* AIM OF THE TASK *
Please repeat exactly the lines below from the one containing "is (873, 414)." down to the one containing "The width and height of the screenshot is (523, 294).", both included, and nothing else.

* DATASET CONTENT *
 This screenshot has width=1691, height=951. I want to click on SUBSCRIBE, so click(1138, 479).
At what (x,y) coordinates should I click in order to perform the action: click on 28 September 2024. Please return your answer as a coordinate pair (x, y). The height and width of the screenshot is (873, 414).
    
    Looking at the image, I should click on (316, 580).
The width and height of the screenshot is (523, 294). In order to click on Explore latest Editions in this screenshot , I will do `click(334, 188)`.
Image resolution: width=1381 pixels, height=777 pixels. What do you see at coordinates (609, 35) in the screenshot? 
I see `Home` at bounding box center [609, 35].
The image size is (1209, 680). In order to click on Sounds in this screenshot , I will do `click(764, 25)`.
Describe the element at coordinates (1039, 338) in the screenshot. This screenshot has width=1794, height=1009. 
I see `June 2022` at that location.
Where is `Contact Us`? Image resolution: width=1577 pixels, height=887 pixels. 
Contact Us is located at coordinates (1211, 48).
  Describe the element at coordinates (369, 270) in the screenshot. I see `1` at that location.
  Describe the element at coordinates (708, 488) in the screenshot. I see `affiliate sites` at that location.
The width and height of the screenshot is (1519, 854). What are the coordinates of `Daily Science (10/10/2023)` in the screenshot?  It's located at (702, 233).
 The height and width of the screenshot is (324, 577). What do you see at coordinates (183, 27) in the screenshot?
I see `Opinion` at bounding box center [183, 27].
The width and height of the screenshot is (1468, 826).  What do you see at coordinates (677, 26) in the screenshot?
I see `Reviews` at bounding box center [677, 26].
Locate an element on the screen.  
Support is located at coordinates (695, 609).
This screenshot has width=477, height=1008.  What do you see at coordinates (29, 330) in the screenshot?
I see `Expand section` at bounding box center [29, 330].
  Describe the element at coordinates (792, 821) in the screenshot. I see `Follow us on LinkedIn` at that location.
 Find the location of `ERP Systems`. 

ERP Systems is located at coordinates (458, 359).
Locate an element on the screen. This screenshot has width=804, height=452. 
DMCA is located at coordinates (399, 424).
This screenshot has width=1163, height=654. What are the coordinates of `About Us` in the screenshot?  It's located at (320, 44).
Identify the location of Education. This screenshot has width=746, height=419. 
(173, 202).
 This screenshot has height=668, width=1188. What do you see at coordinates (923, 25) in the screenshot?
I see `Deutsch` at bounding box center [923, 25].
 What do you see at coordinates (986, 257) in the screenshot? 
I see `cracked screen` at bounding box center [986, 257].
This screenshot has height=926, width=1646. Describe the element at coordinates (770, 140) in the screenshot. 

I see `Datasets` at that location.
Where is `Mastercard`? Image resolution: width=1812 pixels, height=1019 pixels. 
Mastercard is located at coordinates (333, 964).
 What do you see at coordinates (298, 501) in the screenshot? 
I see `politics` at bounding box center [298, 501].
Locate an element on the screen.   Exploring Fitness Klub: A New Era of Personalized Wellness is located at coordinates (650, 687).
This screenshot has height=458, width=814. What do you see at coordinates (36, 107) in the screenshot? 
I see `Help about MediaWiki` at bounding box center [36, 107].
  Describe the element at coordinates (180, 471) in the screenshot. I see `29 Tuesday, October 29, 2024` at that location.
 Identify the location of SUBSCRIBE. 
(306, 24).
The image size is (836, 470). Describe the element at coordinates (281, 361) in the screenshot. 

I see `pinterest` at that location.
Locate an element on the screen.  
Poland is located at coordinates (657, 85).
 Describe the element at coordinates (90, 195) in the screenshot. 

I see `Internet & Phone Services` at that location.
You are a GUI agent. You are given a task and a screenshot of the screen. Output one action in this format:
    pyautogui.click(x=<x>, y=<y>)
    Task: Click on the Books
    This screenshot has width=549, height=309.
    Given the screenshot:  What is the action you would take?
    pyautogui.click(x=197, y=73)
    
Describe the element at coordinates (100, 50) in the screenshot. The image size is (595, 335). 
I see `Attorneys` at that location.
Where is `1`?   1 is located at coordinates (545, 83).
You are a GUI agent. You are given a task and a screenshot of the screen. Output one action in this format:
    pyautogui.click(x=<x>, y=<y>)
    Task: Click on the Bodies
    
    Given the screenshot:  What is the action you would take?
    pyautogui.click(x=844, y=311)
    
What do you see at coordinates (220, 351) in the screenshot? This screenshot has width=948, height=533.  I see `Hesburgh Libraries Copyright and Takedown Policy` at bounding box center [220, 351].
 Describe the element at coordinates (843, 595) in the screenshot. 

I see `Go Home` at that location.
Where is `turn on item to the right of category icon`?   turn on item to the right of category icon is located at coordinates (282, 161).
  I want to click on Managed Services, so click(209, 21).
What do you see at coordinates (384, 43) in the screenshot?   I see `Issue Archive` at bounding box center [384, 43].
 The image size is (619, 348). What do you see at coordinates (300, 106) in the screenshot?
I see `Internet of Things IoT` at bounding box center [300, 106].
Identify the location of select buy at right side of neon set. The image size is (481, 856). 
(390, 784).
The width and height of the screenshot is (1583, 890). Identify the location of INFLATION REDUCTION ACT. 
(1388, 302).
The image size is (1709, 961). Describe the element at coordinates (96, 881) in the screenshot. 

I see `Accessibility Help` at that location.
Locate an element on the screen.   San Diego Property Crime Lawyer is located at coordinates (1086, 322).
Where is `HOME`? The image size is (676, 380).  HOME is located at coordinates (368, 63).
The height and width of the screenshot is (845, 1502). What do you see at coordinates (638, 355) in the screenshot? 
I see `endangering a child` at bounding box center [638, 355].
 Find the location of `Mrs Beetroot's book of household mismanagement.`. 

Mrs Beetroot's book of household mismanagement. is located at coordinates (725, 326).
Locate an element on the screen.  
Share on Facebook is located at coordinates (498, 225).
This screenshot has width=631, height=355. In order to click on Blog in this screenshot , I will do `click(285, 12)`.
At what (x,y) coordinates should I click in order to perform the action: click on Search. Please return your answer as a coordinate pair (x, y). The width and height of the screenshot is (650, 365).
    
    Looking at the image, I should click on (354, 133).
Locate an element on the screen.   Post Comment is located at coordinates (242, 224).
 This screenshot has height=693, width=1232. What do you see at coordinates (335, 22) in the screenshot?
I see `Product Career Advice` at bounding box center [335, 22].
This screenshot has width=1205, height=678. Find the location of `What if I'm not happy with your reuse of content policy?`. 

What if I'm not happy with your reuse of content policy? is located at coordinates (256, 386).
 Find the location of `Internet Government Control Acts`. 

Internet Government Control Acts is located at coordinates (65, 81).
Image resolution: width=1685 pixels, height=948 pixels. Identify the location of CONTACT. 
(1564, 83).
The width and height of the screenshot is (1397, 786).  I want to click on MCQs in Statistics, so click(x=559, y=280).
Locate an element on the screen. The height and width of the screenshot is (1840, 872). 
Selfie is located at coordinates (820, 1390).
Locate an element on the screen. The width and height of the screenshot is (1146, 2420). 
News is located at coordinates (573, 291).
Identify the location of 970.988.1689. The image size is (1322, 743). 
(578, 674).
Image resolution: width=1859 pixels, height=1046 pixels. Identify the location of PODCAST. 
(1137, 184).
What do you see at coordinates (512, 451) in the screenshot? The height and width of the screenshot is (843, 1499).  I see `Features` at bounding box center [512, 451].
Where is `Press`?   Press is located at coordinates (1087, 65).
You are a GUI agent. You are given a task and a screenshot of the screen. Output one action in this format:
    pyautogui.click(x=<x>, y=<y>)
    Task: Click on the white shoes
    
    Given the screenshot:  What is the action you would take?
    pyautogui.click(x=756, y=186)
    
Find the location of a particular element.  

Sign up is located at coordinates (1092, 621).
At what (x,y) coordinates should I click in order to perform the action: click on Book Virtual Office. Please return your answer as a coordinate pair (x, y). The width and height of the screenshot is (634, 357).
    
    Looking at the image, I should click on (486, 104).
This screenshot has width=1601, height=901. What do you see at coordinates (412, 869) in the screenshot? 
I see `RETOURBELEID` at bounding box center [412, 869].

* WRITTEN RESPONSE *
At what (x,y) coordinates should I click in order to perform the action: click on 28 September 2024. Please return your answer as a coordinate pair (x, y). The height and width of the screenshot is (873, 414).
    
    Looking at the image, I should click on (316, 580).
The width and height of the screenshot is (523, 294). In order to click on Explore latest Editions in this screenshot , I will do `click(334, 188)`.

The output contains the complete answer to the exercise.